10 Morality Without God?

10.1 Flourishing, and its relation to the Good

Hume’s argument re: “is” and “ought”: cannot derive “ought” from “is”.

Esp. re: religion: “God commands X; therefore, X ought to be done.”

Must add the normative axiom: “God’s commands ought to be followed.”

G.E. Moore: Introduced the naturalistic fallacy. Target: utilitarianism. Bentham et al.

If you define “good” = “pleasure”, then you assert: meaning of good = meaning of pleasure.

Then it would make no sense to ask: Q: “Is pleasure good?”

But Q is an informative question. Therefore, good cannot be defined as pleasure.

Called the open question argument.

Involves paradox of analysis: If you give an analysis, you give meaning of things in terms of other terms.

But if analysis is only matching conceptual identity, then analysis cannot generate new information.

Frege: “A = A” is not informative. “A = B” is informative. But

Leads to sense-reference distinction.

Fundamental question: Suppose we want to say that flourishing is good. Can we ask this question?

Could the answer be “No”? Could we entertain circumstances under which human flourishing is not a good thing?

Hypothesis: we cannot say this. We cannot imagine any conditions under which this is false.

Open Question Argument suggests: “pleasure = good” might be false.

Assertion: Relationship between “flourishing” and “good” is the same as the relationship between “murder” and “immoral” / “morally unjustified”.

Claim: Instances of the property of “genuine flourishing” will always be a sub-class of the property of “good”.

Key question: Why is it so difficult to imagine instances of flourishing that are not good?

Look for specific instances:

When we see flourishing, why is it so hard to reject the assertion that this is good?

10.2 Divine Command Theory

An intellectual exercise to pull morality back from the Enlightenment ideals – the authority of reason – back to a religious foundation.

DCT: Self-interest becomes part of an authoritative hierarchical structure.

Social contract theory based on self-interest inherits the authoritarian structure of self-interests.

10.2.1 “Huge compromises had to be made”

  • The degree to which the financial elite had a huge role in dictating fundamental policies. There was no way to devise the principles that govern the processes that determine policies, without them. They kept, and keep, tilting the balance in their favor.

  • Communism tried to uproot the financial people with a new elite.

    • The problem is control, not ownership.
    • How do you distribute the (rewards of) assets so that the rewards flow fairly?

Unless we find a way to find a fair distribution of the wealth from these assets?

10.3 The Problem of Moral Alienation

If we affirm and follow moral laws solely because of commands (God’s or anyone’s), then we are not truly moral agents. We are a kind of animal.

This problem is one for all systems that are based on a hierarchical authority, where authority relies essentially on self-interested conception of the self and application of rewards and punishments.

It actually promotes a conception of the self as a self-interested being, a.k.a., homo economicus.

Beef w/ salvation-oriented (salvatic?) religions: it’s ultimately based on self-interest.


__Your goal__.
Strip out the pictures and output each remaining line of the data word for word.

=== Section Start ===

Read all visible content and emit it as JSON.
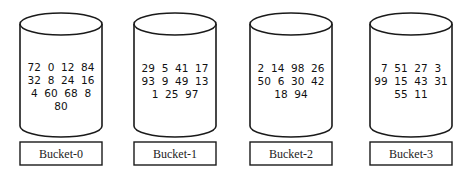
{
  "diagram": {
    "buckets": [
      {
        "label": "Bucket-0",
        "rows": [
          "72  0  12  84",
          "32  8  24  16",
          "4  60  68  8",
          "80"
        ],
        "values": [
          72,
          0,
          12,
          84,
          32,
          8,
          24,
          16,
          4,
          60,
          68,
          8,
          80
        ]
      },
      {
        "label": "Bucket-1",
        "rows": [
          "29  5  41  17",
          "93  9  49  13",
          "1  25  97"
        ],
        "values": [
          29,
          5,
          41,
          17,
          93,
          9,
          49,
          13,
          1,
          25,
          97
        ]
      },
      {
        "label": "Bucket-2",
        "rows": [
          "2  14  98  26",
          "50  6  30  42",
          "18  94"
        ],
        "values": [
          2,
          14,
          98,
          26,
          50,
          6,
          30,
          42,
          18,
          94
        ]
      },
      {
        "label": "Bucket-3",
        "rows": [
          "7  51  27  3",
          "99  15  43  31",
          "55  11"
        ],
        "values": [
          7,
          51,
          27,
          3,
          99,
          15,
          43,
          31,
          55,
          11
        ]
      }
    ]
  }
}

=== Section End ===

__Response to this task__.
Read all visible content and emit it as JSON.
{
  "diagram": {
    "buckets": [
      {
        "label": "Bucket-0",
        "rows": [
          "72  0  12  84",
          "32  8  24  16",
          "4  60  68  8",
          "80"
        ],
        "values": [
          72,
          0,
          12,
          84,
          32,
          8,
          24,
          16,
          4,
          60,
          68,
          8,
          80
        ]
      },
      {
        "label": "Bucket-1",
        "rows": [
          "29  5  41  17",
          "93  9  49  13",
          "1  25  97"
        ],
        "values": [
          29,
          5,
          41,
          17,
          93,
          9,
          49,
          13,
          1,
          25,
          97
        ]
      },
      {
        "label": "Bucket-2",
        "rows": [
          "2  14  98  26",
          "50  6  30  42",
          "18  94"
        ],
        "values": [
          2,
          14,
          98,
          26,
          50,
          6,
          30,
          42,
          18,
          94
        ]
      },
      {
        "label": "Bucket-3",
        "rows": [
          "7  51  27  3",
          "99  15  43  31",
          "55  11"
        ],
        "values": [
          7,
          51,
          27,
          3,
          99,
          15,
          43,
          31,
          55,
          11
        ]
      }
    ]
  }
}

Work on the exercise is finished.